Sometimes, you need to put the material aside to come back to it later with a fresh perspective. I once had a story about the way a material can cause academic depression and later become a whiff of fresh air. Besides, while working on my dissertation, I went to Yakutia for a month and worked with the archives of the construction of Mirny—the first diamond town in the USSR. It was important for me to puzzle out why modernist projects, developed for Soviet diamond towns and approved by the State Committee for Construction of the RSFSR, had never been implemented. But the longer were searches, the more disappointed I got in the materials: there were lots of them but they did not help to answer my initial question. Back then, I got so upset that many of the found stories were not included in the final text of my dissertation. But in some years, I came back to my notes and realised that I could use them for research on what it meant to build and populate a socialist town in the middle of the taiga in the 1950s.
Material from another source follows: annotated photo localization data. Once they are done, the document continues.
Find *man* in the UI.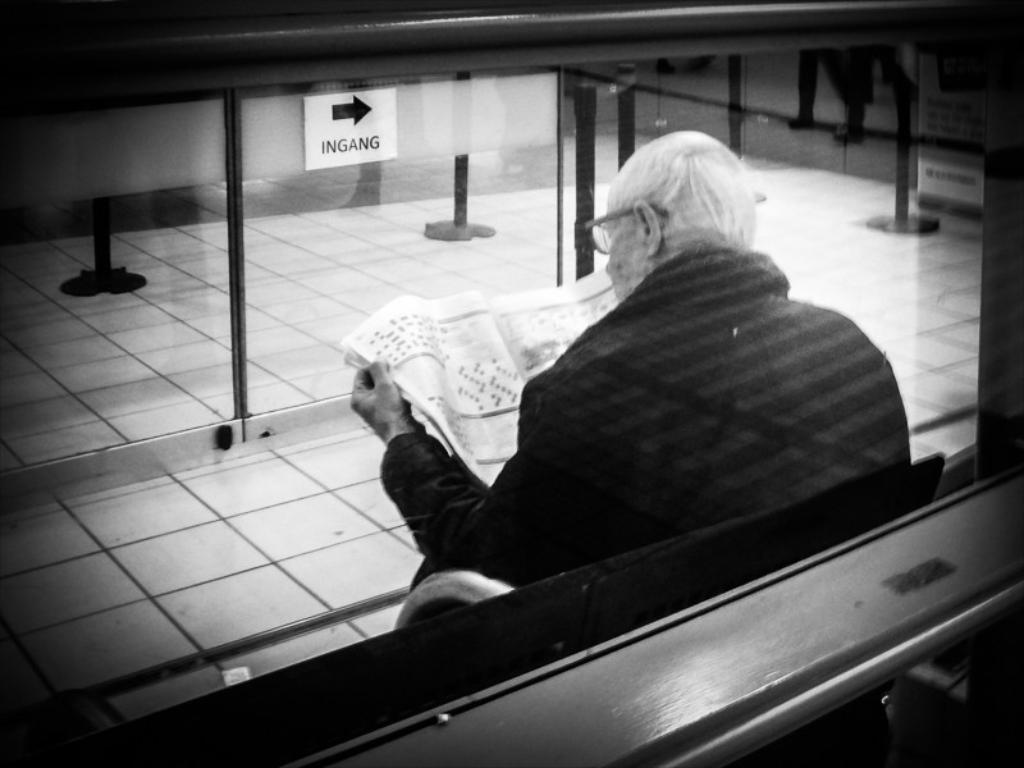
UI element at BBox(344, 122, 929, 627).
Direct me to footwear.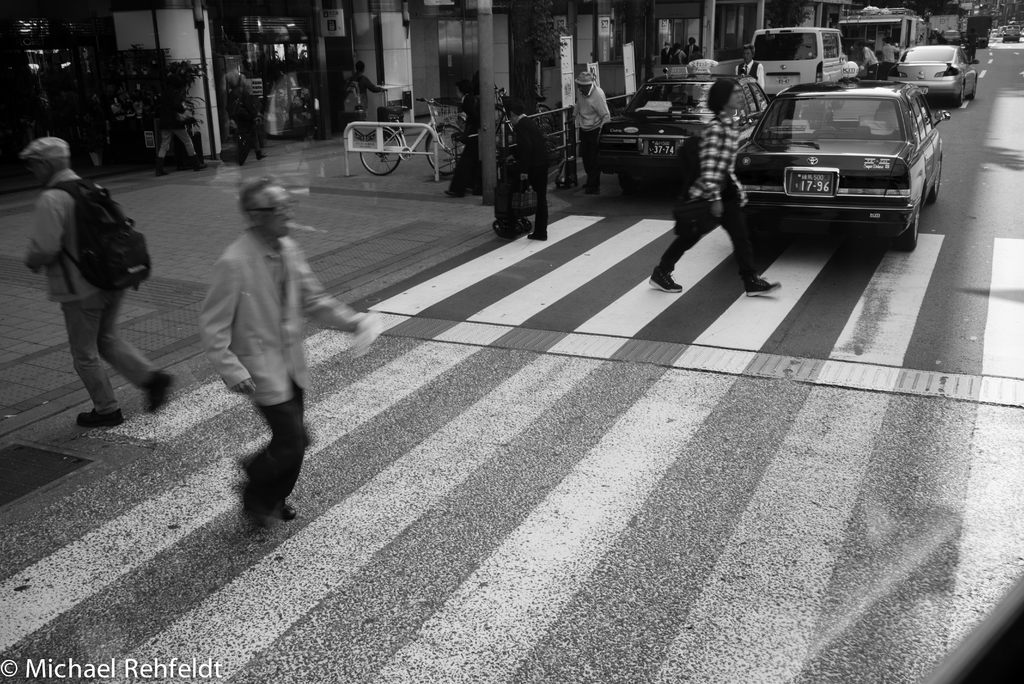
Direction: {"x1": 193, "y1": 156, "x2": 209, "y2": 173}.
As a result, this year, I published an article in the journal 'Urban History' about the fate of Mirny and the way how its construction helped to develop a new model of a Soviet Arctic city.
I get a lot of inspiration from summer—not only from entertainment but also an opportunity to work in the archive calmly. During an academic year, it is hard to combine teaching and other university affairs as the archives also work only on weekdays. Besides, I can work with the articles’ texts more attentively: rewrite and complement them in a calm atmosphere. So it turns out that the summer months are the busiest time for working on your research.
The main thing for a scientist
For a scientist, an important thing is basic curiosity. It is impossible to get off the ground without it. Curiosity also helps in finding materials, working with them and immersing yourself in the context. Any good researcher is a naturally curious person who decided to dedicate their whole life to studying the new. They don't stop asking questions because they know that one carefully considered explanation is not enough.
However, it is easy to burn out only on curiosity, so a scientist needs diligence. This quality is a little boring but it is hard to make a truly good research without it. In science, you cannot give up if you can't find material straight away. Take the work in the archives—it is similar in many ways to the work of gold diggers: if you are lucky, you will find what you look for straight away; but the search can be very long and unsuccessful sometimes. This is why any researcher has to have patience.
Finally, of course, an important thing for a scientist is their love for what they do. Science is built on communication, on presenting and explaining your ideas to people, and one cannot do it without love.